On Earth, we see that everything has its own sense of time: if you try to catch a fly, it is usually gone before your hand is even close. The fly experiences your hand as something that comes on quite slowly, but does pose a danger. If you let your hand come closer very slowly, the fly will stay put because your hand is stationary in its experience. In our experience, a plant also seems to stand still, while it is indeed growing and moving. In this way everything and everyone has a subjective experience of what we call ‘reality’.
Suppose you took a picture of a heart, and then another one millisecond later, you could conclude that the heart is shrinking or expanding. If you don’t know what a heart is for, how it works, and what it is a part of, you might conclude that it will either continue to shrink until it cannot shrink any further, or that it will continue to expand forever and ever. You would probably not be able to imagine that it makes a pumping movement with the limited information. Because we ourselves have a heart and know what it is for, the ideas described above will not occur to us. Similarly, we have very limited knowledge of the universe, yet we make assumptions about it.
When we do measurements, we want them to always have the same result. The so-called constants, such as the speed of light, turn out not to be constant, but adaptable. For example, between 1928 and 1945, the speed of light was about 20 kilometers per hour slower than before and after that period, which is a significant difference. They were not measurement errors, yet such results are swept under the rug. Everything has to be reproducible, otherwise it’s not scientific. But perhaps the survival of the universe requires natural laws to be adaptable; just like our blood pressure must be able to change in order to get oxygen to the right place on time?
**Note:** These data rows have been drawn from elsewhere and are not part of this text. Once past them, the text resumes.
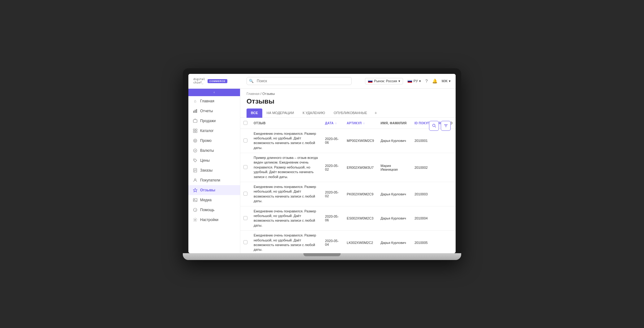 This screenshot has height=328, width=644. I want to click on home-icon: ⌂, so click(195, 101). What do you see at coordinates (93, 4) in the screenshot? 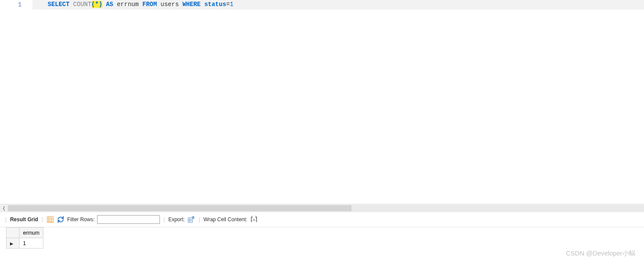
I see `paren-open: (` at bounding box center [93, 4].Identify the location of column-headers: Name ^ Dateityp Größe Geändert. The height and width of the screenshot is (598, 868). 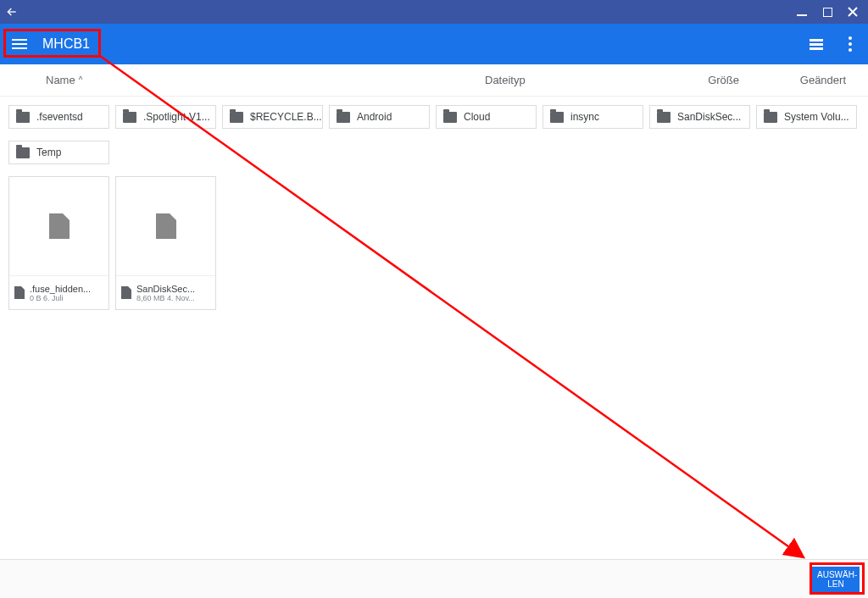
(434, 80).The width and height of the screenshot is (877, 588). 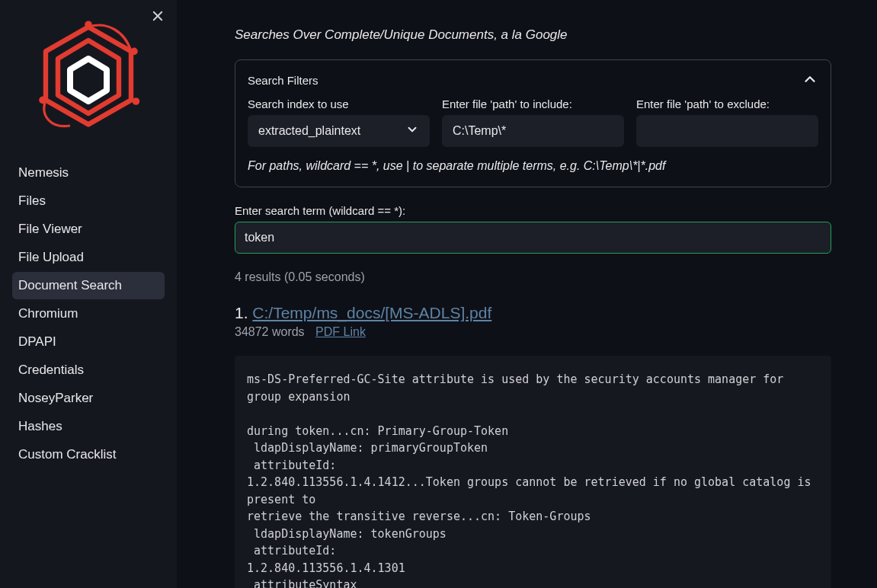 What do you see at coordinates (88, 314) in the screenshot?
I see `sidebar-item-chromium: Chromium` at bounding box center [88, 314].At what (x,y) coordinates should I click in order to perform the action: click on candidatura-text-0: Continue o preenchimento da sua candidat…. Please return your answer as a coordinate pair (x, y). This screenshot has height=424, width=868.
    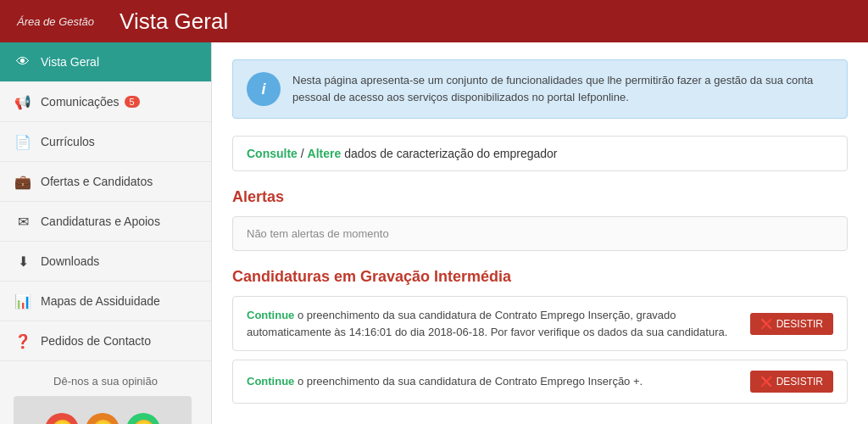
    Looking at the image, I should click on (493, 324).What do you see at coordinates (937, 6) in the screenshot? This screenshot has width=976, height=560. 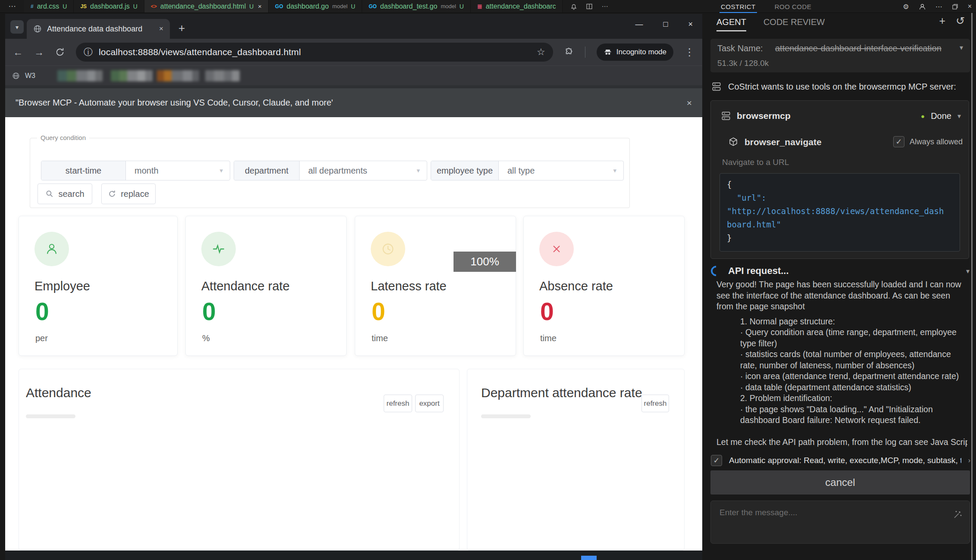 I see `titlebar-right-controls: ⚙ ⋯ ×` at bounding box center [937, 6].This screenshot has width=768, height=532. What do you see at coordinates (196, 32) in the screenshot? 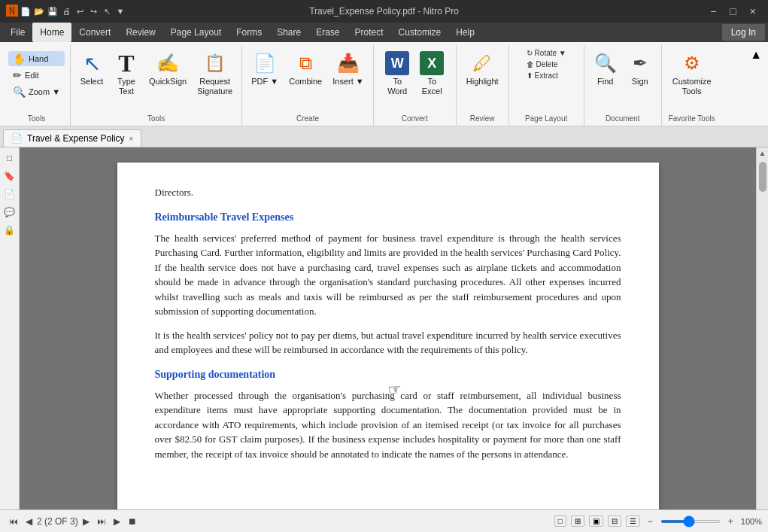
I see `menu-page-layout: Page Layout` at bounding box center [196, 32]. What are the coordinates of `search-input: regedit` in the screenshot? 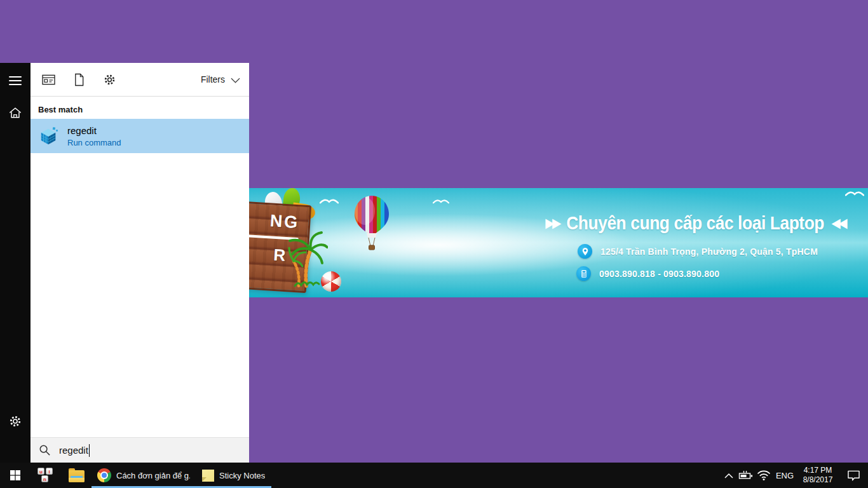 It's located at (140, 450).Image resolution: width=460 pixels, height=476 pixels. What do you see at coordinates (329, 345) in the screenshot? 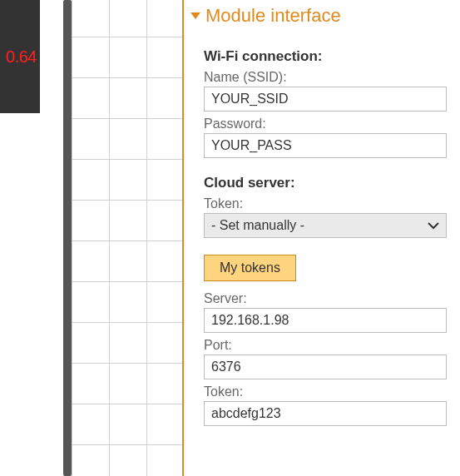
I see `port-label: Port:` at bounding box center [329, 345].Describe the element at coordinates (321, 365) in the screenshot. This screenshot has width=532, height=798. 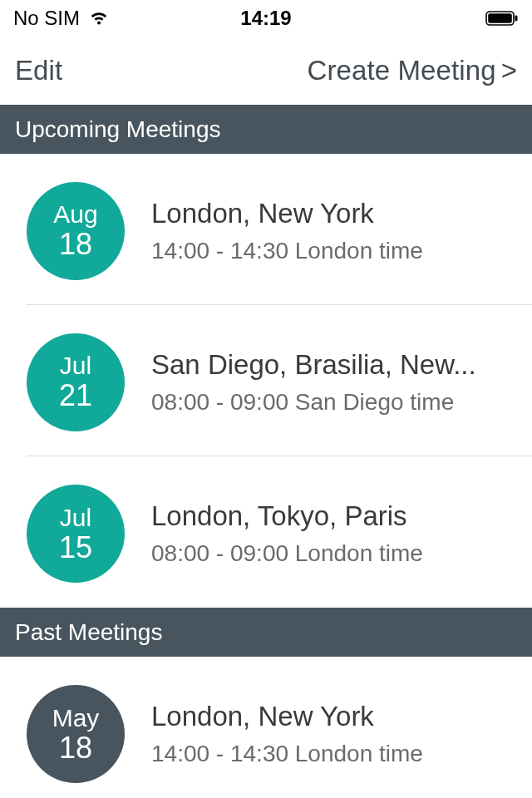
I see `meeting-title: San Diego, Brasilia, New...` at that location.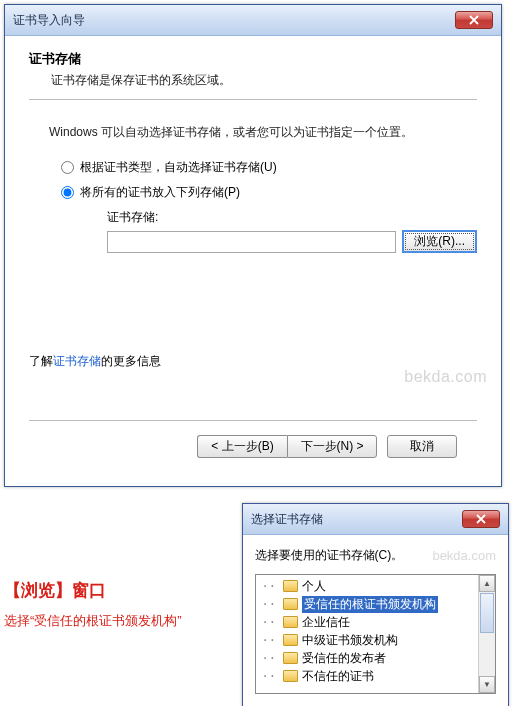 This screenshot has height=706, width=513. I want to click on titlebar-2: 选择证书存储, so click(376, 520).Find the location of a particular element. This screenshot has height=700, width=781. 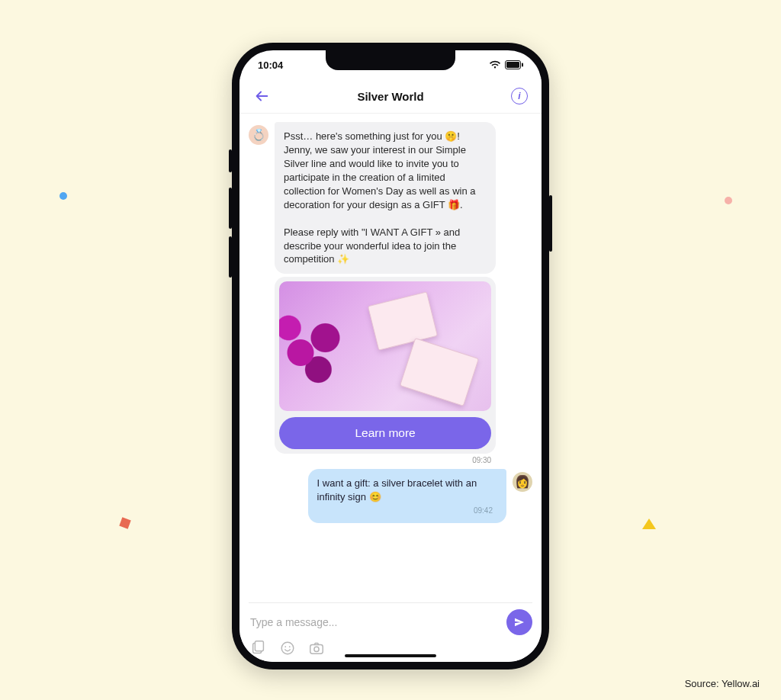

wifi-icon is located at coordinates (495, 65).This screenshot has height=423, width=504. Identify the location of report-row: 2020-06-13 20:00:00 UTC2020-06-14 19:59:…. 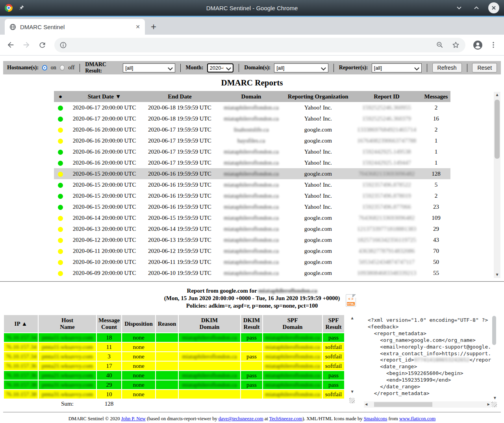
(252, 229).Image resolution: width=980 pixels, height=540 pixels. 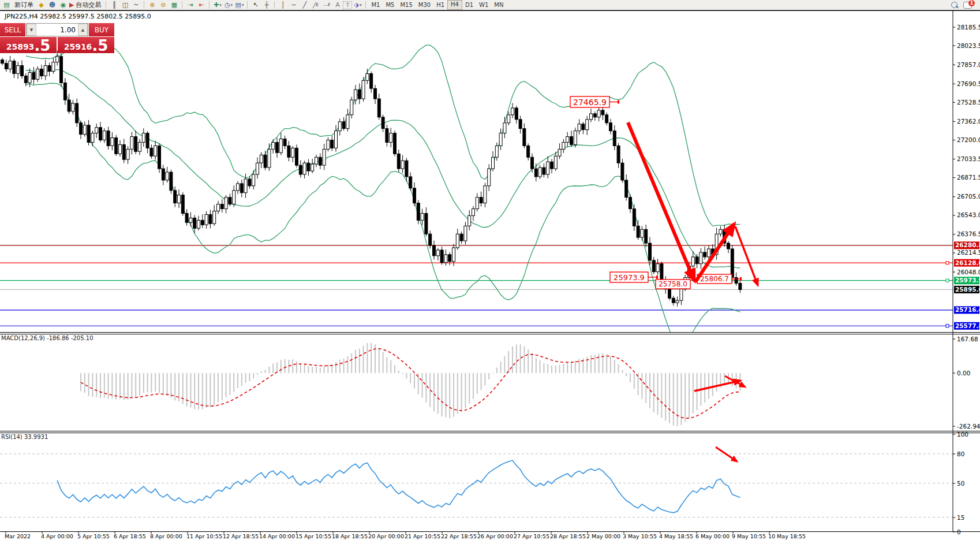 I want to click on svg-text: 50, so click(x=960, y=483).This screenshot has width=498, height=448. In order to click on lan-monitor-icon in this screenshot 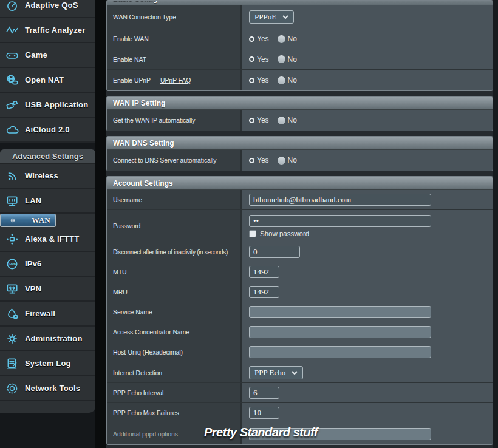, I will do `click(12, 201)`.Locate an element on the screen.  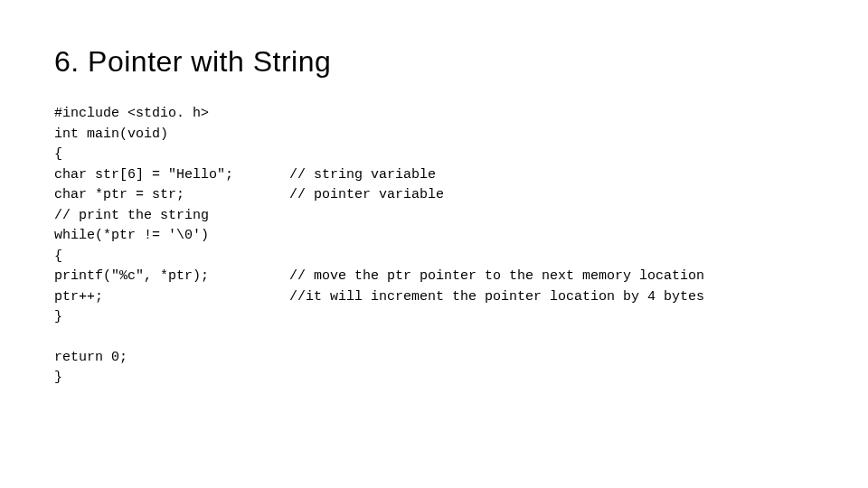
code-text: while(*ptr != '\0') is located at coordinates (172, 237).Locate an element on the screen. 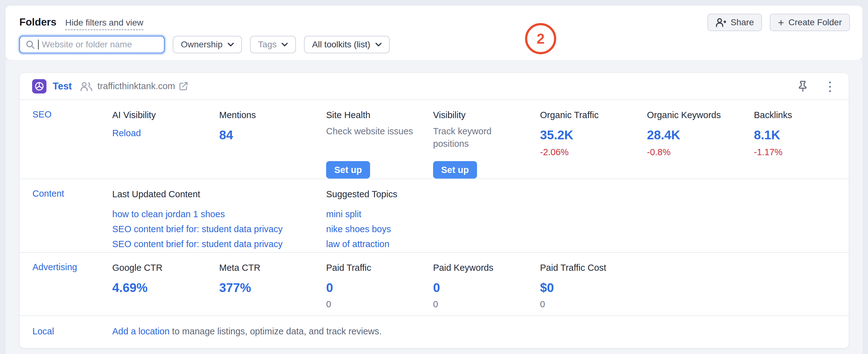 This screenshot has height=354, width=868. annotation-number: 2 is located at coordinates (540, 39).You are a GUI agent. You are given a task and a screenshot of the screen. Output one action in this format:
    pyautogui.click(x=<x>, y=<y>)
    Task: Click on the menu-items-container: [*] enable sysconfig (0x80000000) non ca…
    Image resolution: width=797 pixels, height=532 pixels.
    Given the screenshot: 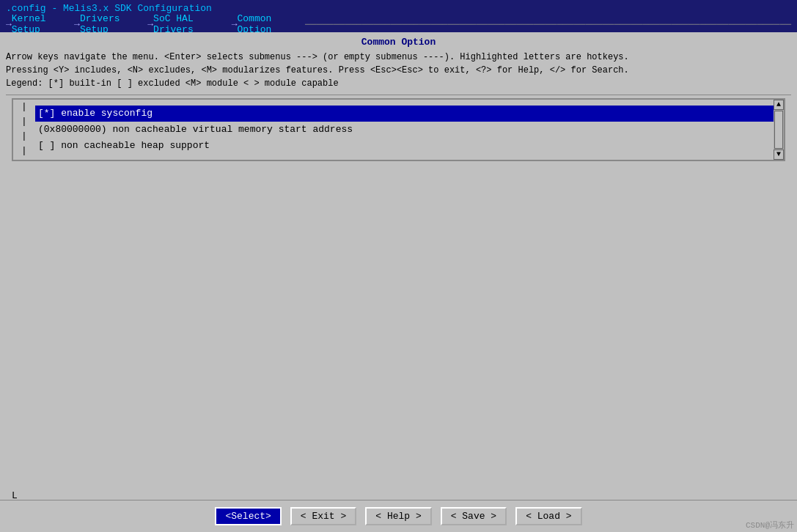 What is the action you would take?
    pyautogui.click(x=409, y=130)
    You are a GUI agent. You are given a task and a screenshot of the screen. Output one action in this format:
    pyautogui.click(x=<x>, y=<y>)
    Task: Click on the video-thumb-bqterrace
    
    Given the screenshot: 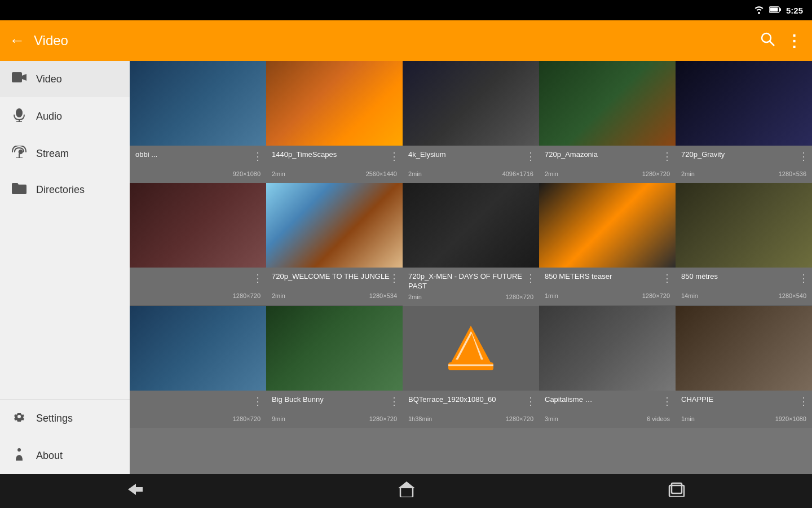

We are also still missing 95% of the mass of the universe. To reconcile theory and practice, we invent terms like dark matter (27% of the universe) and dark energy (68% of the universe). This immeasurable mass keeps galaxies in our models from falling apart, despite a huge lack of observable mass.
There is a theory that gives substance to these vague terms: it says that information is a fundamental building block and that that information is energy and has mass. If true, it would mean that information exerts gravity. Of course, this power is extremely weak, making it undetectable (it remains ‘dark’). The theory may put the future of the universe in a different light.
The scientific theories about this future – a Big Crunch, a Big Rip, a Big Freeze… – are not very uplifting. The Big Bounce theory sounds better, but it just means that the Big Crunch is followed by another Big Bang.
Now imagine a Big Beat universe that shrinks again after billions of years of expansion and then expands again, without all information being destroyed. Isn’t that a much nicer thought? And you can believe in it without it having to be true. Just as you can believe in the Big Crunch; that doesn’t have to be true either.
It may be terribly unscientific (although in my view it should be the very essence of science), but I see intelligence, self-organization and love everywhere. My reality is of course subjective, science (if there is such a thing as one science at all) wants objective observations. But if you can only study 5% of reality with it, you only have a very limited view. To then say something with certainty is the same as saying that you have been to all countries because you have leafed through the atlas once. Of course I don’t know either; it’s just a thought.
It does indicate that we create our reality with our thoughts. We can choose to believe that a trend will always continue, that what is happening now will only get worse. That is quite fatalistic, and in my view such a prophecy fulfils itself. We can also believe that there are always immeasurable, invisible forces at play that always provide balance. In the universe, but also in ecological and social systems. At a time when despair is always lurking, I find that a comforting thought.